Wednesday, March 5, 2014

Searching, searching...

I feel like I have been around the world and back and still with no place to land and call home.

Abandoned adobe south of the farm

We spent yesterday driving by properties around Alamosa and north of, hoping to find something that felt right and that offers owner financing. As we look and look, at least our options narrow down to a small handful that is easier to deal with.

It turns out we still can't qualify for financing due to our foreclosure not being two years out yet. As you may know from previous posts, we abandoned our house in Fremont County, Colorado because of the fracking happening around there. Recent research has shown me 16 fracked oil wells around that house now. 16. Within 3 miles or so.

I'm not sad we left, but rather relieved. I hear there is a woman my sister (a nurse) works with who lives in that town we fled. Her four year old has cancer. Yeah, I'm glad we chose life over our credit.

But still, it makes things challenging, or more interesting, as it may be. I just think it gives the Universe more opportunities to create miracles for us. It sure steers me in the right direction as the choices are few and far between.

We have some ideas, still, and are working on them, as far as land ideas. It seems a house is out of the question for a while, unless we can find an owner finance house on land. Those don't happen very often, and they usually want so much money down...money we just don't have access to. So, we can continue to save, or we can buy another piece of raw land a little closer in to a bigger town, which is why we are looking around Alamosa.

Yeah, it's cold here, but it seems it was cold everywhere this winter. Really, really cold. Welcome to reality and the new climate. In this high desert, arid, frigid winter environment, I think we have to be smart and adapt to what is happening. We are reconsidering building an Earthship style house with Earthbags to fight the cold and to utilize the sun. The building codes around here are more open to experimental housing (Kelly Hart built his Earthbag house in Crestone, just one county over from Alamosa). At least the building department knows what an Earthship is, which is a bonus and a step in the right direction. There is no time limit on building either. We just need an engineer stamped set of plans to work from. Fine. We can do that. We can build it. We can even live in a camper while we do it. (Yep, searching for a camper again.)

Isn't life interesting? And even entertaining as we bounce around like a ball in a pinball machine. Where will we end up? In the unknown lies the excitement and the adventure.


## Work instructions
Every line of the records that holds the word "JSON" should be copied.

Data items
▽

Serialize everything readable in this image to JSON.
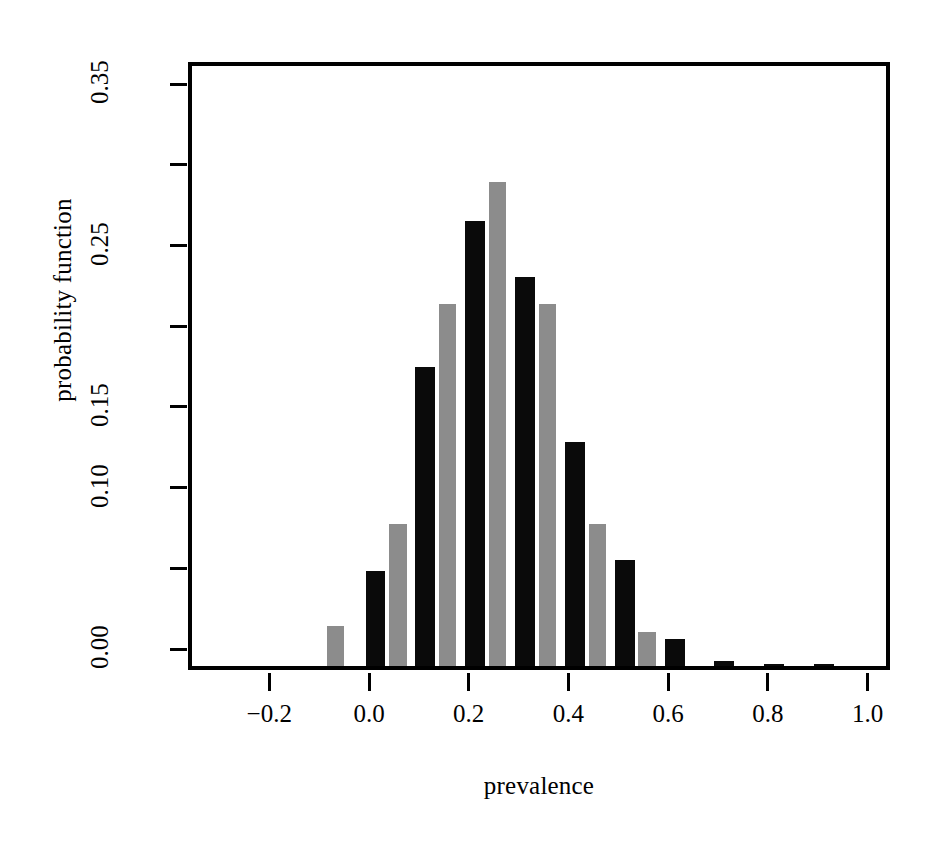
{
  "chart_data": {
    "type": "bar",
    "title": "",
    "xlabel": "prevalence",
    "ylabel": "probability function",
    "xlim": [
      -0.34,
      1.1
    ],
    "ylim": [
      0.0,
      0.362
    ],
    "grid": false,
    "legend": "none",
    "xticks": [
      -0.2,
      0.0,
      0.2,
      0.4,
      0.6,
      0.8,
      1.0
    ],
    "xticklabels": [
      "-0.2",
      "0.0",
      "0.2",
      "0.4",
      "0.6",
      "0.8",
      "1.0"
    ],
    "yticks": [
      0.0,
      0.05,
      0.1,
      0.15,
      0.2,
      0.25,
      0.3,
      0.35
    ],
    "yticklabels": [
      "0.00",
      "",
      "0.10",
      "0.15",
      "",
      "0.25",
      "",
      "0.35"
    ],
    "ytick_labeled": [
      {
        "value": 0.35,
        "label": "0.35"
      },
      {
        "value": 0.25,
        "label": "0.25"
      },
      {
        "value": 0.15,
        "label": "0.15"
      },
      {
        "value": 0.1,
        "label": "0.10"
      },
      {
        "value": 0.0,
        "label": "0.00"
      }
    ],
    "series": [
      {
        "name": "black",
        "color": "#0a0a0a",
        "bar_width": 0.04,
        "points": [
          {
            "x": 0.005,
            "y": 0.072
          },
          {
            "x": 0.105,
            "y": 0.198
          },
          {
            "x": 0.205,
            "y": 0.289
          },
          {
            "x": 0.305,
            "y": 0.254
          },
          {
            "x": 0.405,
            "y": 0.152
          },
          {
            "x": 0.505,
            "y": 0.079
          },
          {
            "x": 0.605,
            "y": 0.03
          },
          {
            "x": 0.705,
            "y": 0.016
          },
          {
            "x": 0.805,
            "y": 0.014
          },
          {
            "x": 0.905,
            "y": 0.014
          }
        ]
      },
      {
        "name": "gray",
        "color": "#8c8c8c",
        "bar_width": 0.035,
        "points": [
          {
            "x": -0.275,
            "y": 0.008
          },
          {
            "x": -0.175,
            "y": 0.01
          },
          {
            "x": -0.075,
            "y": 0.038
          },
          {
            "x": 0.05,
            "y": 0.101
          },
          {
            "x": 0.15,
            "y": 0.237
          },
          {
            "x": 0.25,
            "y": 0.313
          },
          {
            "x": 0.35,
            "y": 0.237
          },
          {
            "x": 0.45,
            "y": 0.101
          },
          {
            "x": 0.55,
            "y": 0.034
          },
          {
            "x": 0.65,
            "y": 0.013
          },
          {
            "x": 0.75,
            "y": 0.01
          },
          {
            "x": 0.85,
            "y": 0.01
          }
        ]
      }
    ]
  }
}
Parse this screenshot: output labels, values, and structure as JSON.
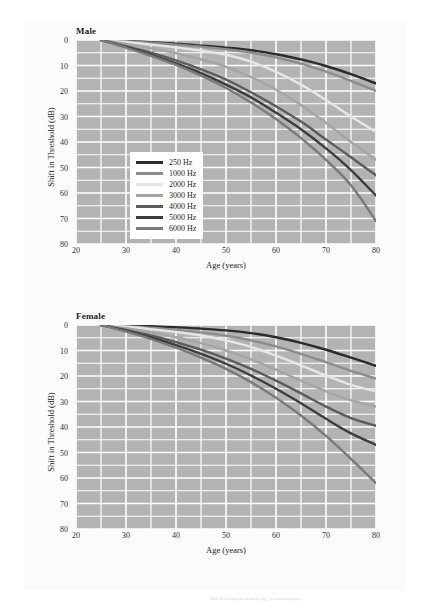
{
  "figure": {
    "caption_faint": "Shift in hearing threshold by age, sex and frequency"
  },
  "panels": [
    {
      "key": "male",
      "title": "Male",
      "xlabel": "Age (years)",
      "ylabel": "Shift in Threshold (dB)"
    },
    {
      "key": "female",
      "title": "Female",
      "xlabel": "Age (years)",
      "ylabel": "Shift in Threshold (dB)"
    }
  ],
  "legend": {
    "entries": [
      {
        "label": "250 Hz",
        "color": "#2b2b2b"
      },
      {
        "label": "1000 Hz",
        "color": "#8c8c8c"
      },
      {
        "label": "2000 Hz",
        "color": "#e6e6e6"
      },
      {
        "label": "3000 Hz",
        "color": "#a5a5a5"
      },
      {
        "label": "4000 Hz",
        "color": "#5c5c5c"
      },
      {
        "label": "5000 Hz",
        "color": "#3d3d3d"
      },
      {
        "label": "6000 Hz",
        "color": "#7a7a7a"
      }
    ]
  },
  "axes": {
    "x_ticks": [
      20,
      30,
      40,
      50,
      60,
      70,
      80
    ],
    "y_ticks": [
      0,
      10,
      20,
      30,
      40,
      50,
      60,
      70,
      80
    ],
    "x_minor_step": 5,
    "y_minor_step": 5,
    "xlim": [
      20,
      80
    ],
    "ylim": [
      0,
      80
    ],
    "y_inverted": true,
    "grid": true,
    "plot_bg": "#b3b3b3",
    "grid_color": "#ffffff"
  },
  "chart_data": [
    {
      "type": "line",
      "title": "Male",
      "xlabel": "Age (years)",
      "ylabel": "Shift in Threshold (dB)",
      "xlim": [
        20,
        80
      ],
      "ylim": [
        0,
        80
      ],
      "y_inverted": true,
      "grid": true,
      "legend_position": "inside-lower-left",
      "x": [
        25,
        30,
        35,
        40,
        45,
        50,
        55,
        60,
        65,
        70,
        75,
        80
      ],
      "series": [
        {
          "name": "250 Hz",
          "color": "#2b2b2b",
          "values": [
            0,
            0.4,
            0.9,
            1.5,
            2.2,
            3.0,
            4.0,
            5.6,
            7.6,
            10.2,
            13.4,
            17.0
          ]
        },
        {
          "name": "1000 Hz",
          "color": "#8c8c8c",
          "values": [
            0,
            0.5,
            1.1,
            1.8,
            2.6,
            3.6,
            4.9,
            6.8,
            9.3,
            12.4,
            16.0,
            20.0
          ]
        },
        {
          "name": "2000 Hz",
          "color": "#e6e6e6",
          "values": [
            0,
            0.8,
            1.8,
            2.9,
            4.2,
            5.8,
            8.5,
            12.5,
            17.5,
            23.5,
            30.0,
            36.0
          ]
        },
        {
          "name": "3000 Hz",
          "color": "#a5a5a5",
          "values": [
            0,
            1.5,
            3.2,
            5.2,
            7.6,
            10.5,
            14.5,
            19.5,
            25.5,
            32.5,
            40.0,
            47.0
          ]
        },
        {
          "name": "4000 Hz",
          "color": "#5c5c5c",
          "values": [
            0,
            2.4,
            5.0,
            8.0,
            11.5,
            15.5,
            20.5,
            26.0,
            32.0,
            39.0,
            46.0,
            53.0
          ]
        },
        {
          "name": "5000 Hz",
          "color": "#3d3d3d",
          "values": [
            0,
            2.8,
            5.8,
            9.2,
            13.0,
            17.5,
            22.5,
            28.5,
            35.0,
            42.5,
            51.0,
            61.0
          ]
        },
        {
          "name": "6000 Hz",
          "color": "#7a7a7a",
          "values": [
            0,
            3.0,
            6.2,
            9.8,
            14.0,
            18.8,
            24.5,
            31.0,
            38.5,
            47.0,
            57.0,
            71.0
          ]
        }
      ]
    },
    {
      "type": "line",
      "title": "Female",
      "xlabel": "Age (years)",
      "ylabel": "Shift in Threshold (dB)",
      "xlim": [
        20,
        80
      ],
      "ylim": [
        0,
        80
      ],
      "y_inverted": true,
      "grid": true,
      "legend_position": "inside-lower-left",
      "x": [
        25,
        30,
        35,
        40,
        45,
        50,
        55,
        60,
        65,
        70,
        75,
        80
      ],
      "series": [
        {
          "name": "250 Hz",
          "color": "#2b2b2b",
          "values": [
            0,
            0.2,
            0.5,
            0.9,
            1.4,
            2.1,
            3.2,
            4.8,
            7.0,
            9.7,
            12.8,
            16.0
          ]
        },
        {
          "name": "1000 Hz",
          "color": "#8c8c8c",
          "values": [
            0,
            0.5,
            1.1,
            1.9,
            2.9,
            4.2,
            6.0,
            8.4,
            11.3,
            14.6,
            18.0,
            21.0
          ]
        },
        {
          "name": "2000 Hz",
          "color": "#e6e6e6",
          "values": [
            0,
            0.7,
            1.6,
            2.7,
            4.1,
            6.0,
            8.6,
            12.0,
            15.8,
            19.8,
            23.5,
            26.0
          ]
        },
        {
          "name": "3000 Hz",
          "color": "#a5a5a5",
          "values": [
            0,
            1.3,
            2.9,
            4.8,
            7.1,
            10.0,
            13.5,
            17.5,
            21.8,
            26.0,
            29.5,
            32.0
          ]
        },
        {
          "name": "4000 Hz",
          "color": "#5c5c5c",
          "values": [
            0,
            1.9,
            4.1,
            6.7,
            9.7,
            13.2,
            17.2,
            21.8,
            26.8,
            32.0,
            36.5,
            39.5
          ]
        },
        {
          "name": "5000 Hz",
          "color": "#3d3d3d",
          "values": [
            0,
            2.3,
            4.9,
            7.9,
            11.3,
            15.2,
            19.8,
            25.0,
            30.7,
            36.8,
            42.5,
            47.0
          ]
        },
        {
          "name": "6000 Hz",
          "color": "#7a7a7a",
          "values": [
            0,
            2.6,
            5.5,
            8.9,
            12.8,
            17.2,
            22.4,
            28.5,
            35.5,
            43.5,
            52.5,
            62.0
          ]
        }
      ]
    }
  ]
}
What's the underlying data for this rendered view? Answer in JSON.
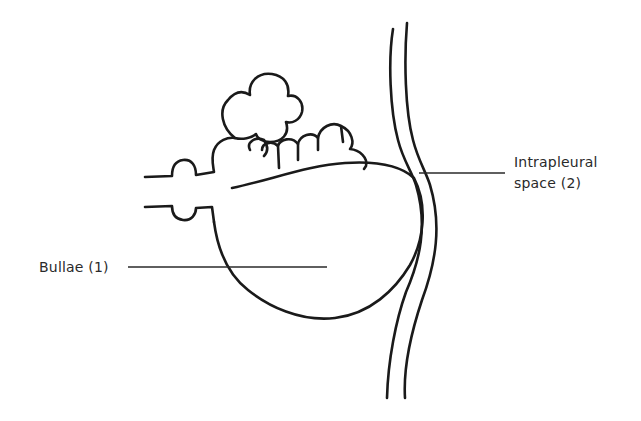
{
  "diagram": {
    "labels": [
      {
        "id": "bullae",
        "text": "Bullae (1)"
      },
      {
        "id": "intrapleural",
        "lines": [
          "Intrapleural",
          "space (2)"
        ]
      }
    ],
    "colors": {
      "ink": "#1a1a1a",
      "text": "#2a2a2a",
      "background": "#ffffff"
    }
  }
}
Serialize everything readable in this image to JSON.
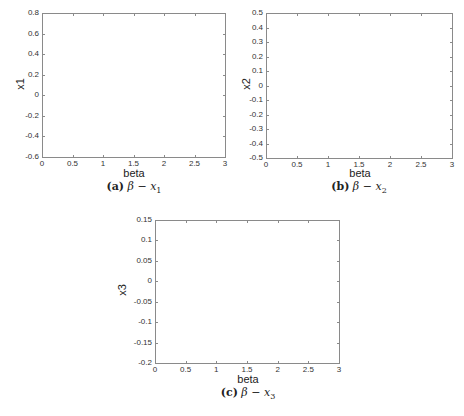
{
  "chart_data": [
    {
      "type": "scatter",
      "id": "a",
      "title": "",
      "caption": {
        "label": "(a)",
        "expr": "β − x",
        "sub": "1"
      },
      "xlabel": "beta",
      "ylabel": "x1",
      "xlim": [
        0,
        3
      ],
      "ylim": [
        -0.6,
        0.8
      ],
      "xticks": [
        "0",
        "0.5",
        "1",
        "1.5",
        "2",
        "2.5",
        "3"
      ],
      "yticks": [
        "0.8",
        "0.6",
        "0.4",
        "0.2",
        "0",
        "-0.2",
        "-0.4",
        "-0.6"
      ],
      "grid": false,
      "series": []
    },
    {
      "type": "scatter",
      "id": "b",
      "title": "",
      "caption": {
        "label": "(b)",
        "expr": "β − x",
        "sub": "2"
      },
      "xlabel": "beta",
      "ylabel": "x2",
      "xlim": [
        0,
        3
      ],
      "ylim": [
        -0.5,
        0.5
      ],
      "xticks": [
        "0",
        "0.5",
        "1",
        "1.5",
        "2",
        "2.5",
        "3"
      ],
      "yticks": [
        "0.5",
        "0.4",
        "0.3",
        "0.2",
        "0.1",
        "0",
        "-0.1",
        "-0.2",
        "-0.3",
        "-0.4",
        "-0.5"
      ],
      "grid": false,
      "series": []
    },
    {
      "type": "scatter",
      "id": "c",
      "title": "",
      "caption": {
        "label": "(c)",
        "expr": "β − x",
        "sub": "3"
      },
      "xlabel": "beta",
      "ylabel": "x3",
      "xlim": [
        0,
        3
      ],
      "ylim": [
        -0.2,
        0.15
      ],
      "xticks": [
        "0",
        "0.5",
        "1",
        "1.5",
        "2",
        "2.5",
        "3"
      ],
      "yticks": [
        "0.15",
        "0.1",
        "0.05",
        "0",
        "-0.05",
        "-0.1",
        "-0.15",
        "-0.2"
      ],
      "grid": false,
      "series": []
    }
  ]
}
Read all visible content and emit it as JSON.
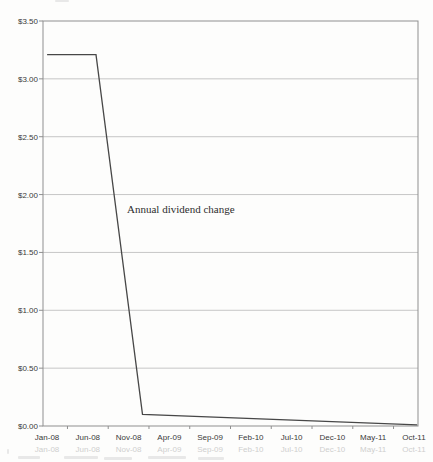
{
  "chart_data": {
    "type": "line",
    "title": "",
    "annotation": "Annual dividend change",
    "xlabel": "",
    "ylabel": "",
    "x_tick_labels": [
      "Jan-08",
      "Jun-08",
      "Nov-08",
      "Apr-09",
      "Sep-09",
      "Feb-10",
      "Jul-10",
      "Dec-10",
      "May-11",
      "Oct-11"
    ],
    "x_tick_month_index": [
      0,
      5,
      10,
      15,
      20,
      25,
      30,
      35,
      40,
      45
    ],
    "y_tick_labels": [
      "$3.50",
      "$3.00",
      "$2.50",
      "$2.00",
      "$1.50",
      "$1.00",
      "$0.50",
      "$0.00"
    ],
    "y_tick_values": [
      3.5,
      3.0,
      2.5,
      2.0,
      1.5,
      1.0,
      0.5,
      0.0
    ],
    "ylim": [
      0,
      3.5
    ],
    "y_step": 0.5,
    "x_unit": "months since Jan-08 (46 monthly categories, Jan-08 through Oct-11)",
    "grid": true,
    "legend": "none",
    "series": [
      {
        "name": "Annual dividend change",
        "color": "#474747",
        "points": [
          {
            "month": "Jan-08",
            "m": 0,
            "value": 3.21
          },
          {
            "month": "Jul-08",
            "m": 6,
            "value": 3.21
          },
          {
            "month": "Dec-08",
            "m": 11.7,
            "value": 0.1
          },
          {
            "month": "Oct-11",
            "m": 45.4,
            "value": 0.01
          }
        ]
      }
    ]
  },
  "colors": {
    "background": "#fdfdfc",
    "plot_border": "#8f8f8f",
    "gridline": "#c6c6c6",
    "series_line": "#474747",
    "tick_text": "#3a3a3a",
    "ghost_echo": "#a9a9a9"
  },
  "notes": {
    "scan_artifacts": "faint bleed-through echo of the x-axis labels and unreadable text tops below the axis (scanned page)"
  }
}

△

## Result of this exercise
Serialize everything readable in this image to JSON.
Parse this screenshot: output labels, values, and structure as JSON.
What's the underlying data for this rendered view? Answer in JSON.
Serialize everything readable in this image to JSON.
Read all visible content and emit it as JSON.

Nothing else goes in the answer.